Carey Mulligan – Melissa Errico – Idina Menzel – Anika Noni Rose
by Brian Scott Lipton
Actresses may rightly complain that there are few great roles available to them in Hollywood, but they certainly can’t say the same about Off-Broadway, which is currently providing spectacular showcases for some of the most talented women on the planet. Here’s a handful of fabulous female performances you can catch right now…
One might wonder why the British film star Carey Mulligan is spending every night recounting the ultimately harrowing tale that Dennis Kelly has dreamed up in “Girls & Boys” (at the Minetta Lane Theatre). But given the big smile she sports at the curtain call of this mesmerizing 100-minute monologue, one suspects she takes special joy holding the audience in the palm of her hand each evening. From the moment she begins telling us Kelly’s off-kilter tale of how her life changed drastically from the minute she met her husband-to-be in an Italian airport, Mulligan (or should I say her unnamed character) impresses us with her intelligence, her honesty (expressed sometimes in shockingly vulgar language) and her unwillingness to give into self-pity (which she would certainly be entitled to!) It’s the kind of performance for which the words “tour de force” were invented.
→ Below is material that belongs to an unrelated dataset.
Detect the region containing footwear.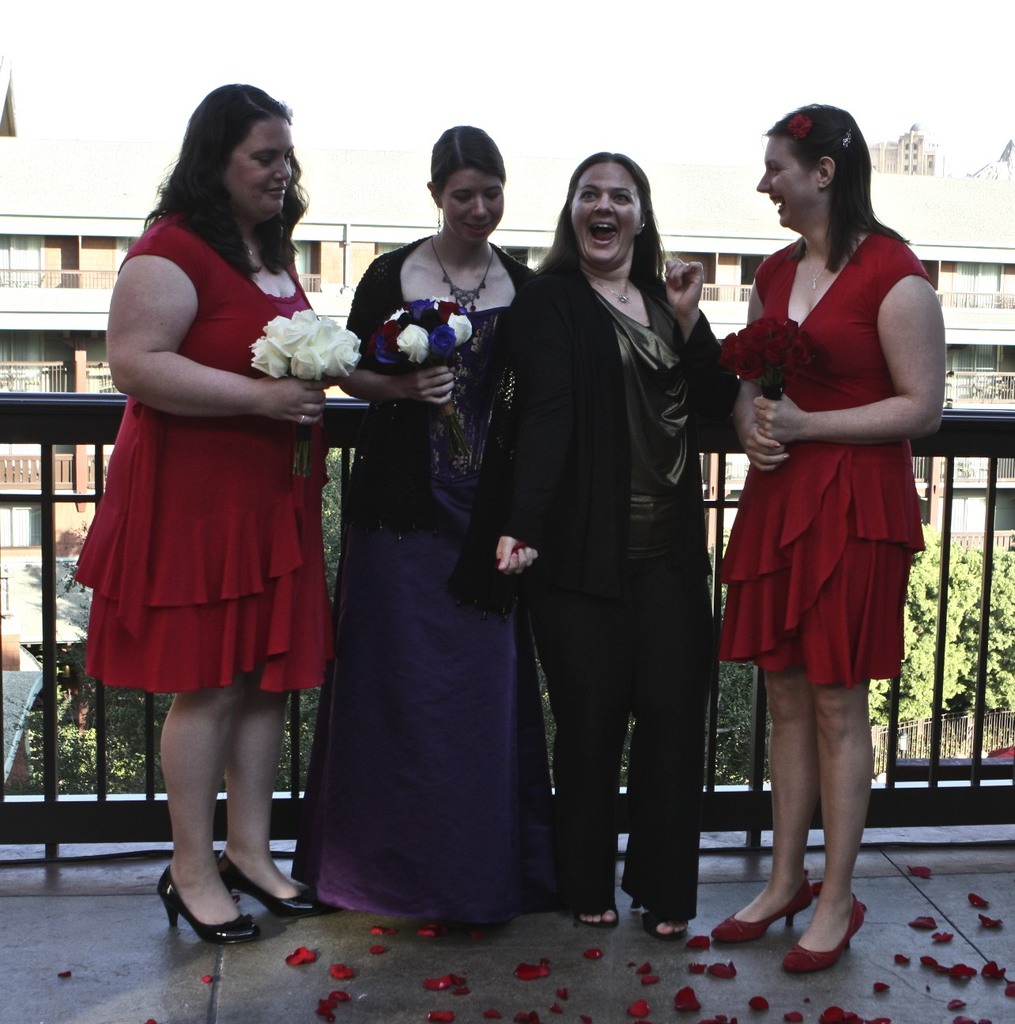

While Melissa Errico has definitely matured from the ingenue we first met in “My Fair Lady,” this superlative singer-actress can still express the kind of naivete necessary for the plum role of Daisy Gamble in Alan Jay Lerner and Burton Lane’s wacky 1962 musical, “On a Clear Day You Can See Forever,” which is being given a pleasing if not completely successful revisal under Charlotte Moore’s guidance at the Irish Repertory Theatre. As the “eccentric” Daisy, Errico shows off a comic flair that few of her previous roles have allowed her to exhibit, along with a believable lack of self-confidence, while she does a perfect 180 as the strong-willed, 17th-century British aristocrat Melinda Welles. More important, she delivers the score’s superb show-stoppers, including the deliciously clever “Hurry, It’s Lovely Up Here,” “What Did I Have That I Don’t Have?” and “The S.S. Bernard Cohn,” with peerless aplomb.
Conversely, Broadway belter par excellence, Idina Menzel, doesn’t sing a single note in Joshua Harmon’s provocative new play “Skintight” (at the Roundabout’s Laura Pels Theatre). And guess what? It doesn’t matter. She’s simply marvelous as Jodi Isaac, the frustrated, self-absorbed and recently divorced forty-something daughter of a cold-hearted, 70-year-old fashion icon who proves to be far more interested in his 20-something male plaything – or is that lifelong love? – than in her or her offspring. Menzel manages to be hilarious and heartbreaking, often in the same sentence.
Resplendent in red, Anika Noni Jones almost literally sets the stage aflame as the title character of “Carmen Jones,” the hybrid 1943 musical (with opera music by Georges Bizet and African-American-inspired lyrics by Oscar Hamerstein II) that is being given a stunning new staging by Tony Award winner John Doyle at Classic Stage Company. Tempestous, tantalizing and tragic, Rose effortlessly captures every aspect of the fiery factory worker seeking fun, laughs, good times and a better life (yes, it is like “Sweet Charity”), while also unleashing a soaring soprano not normally emitting from her lips. Dat’s while I call a star turn!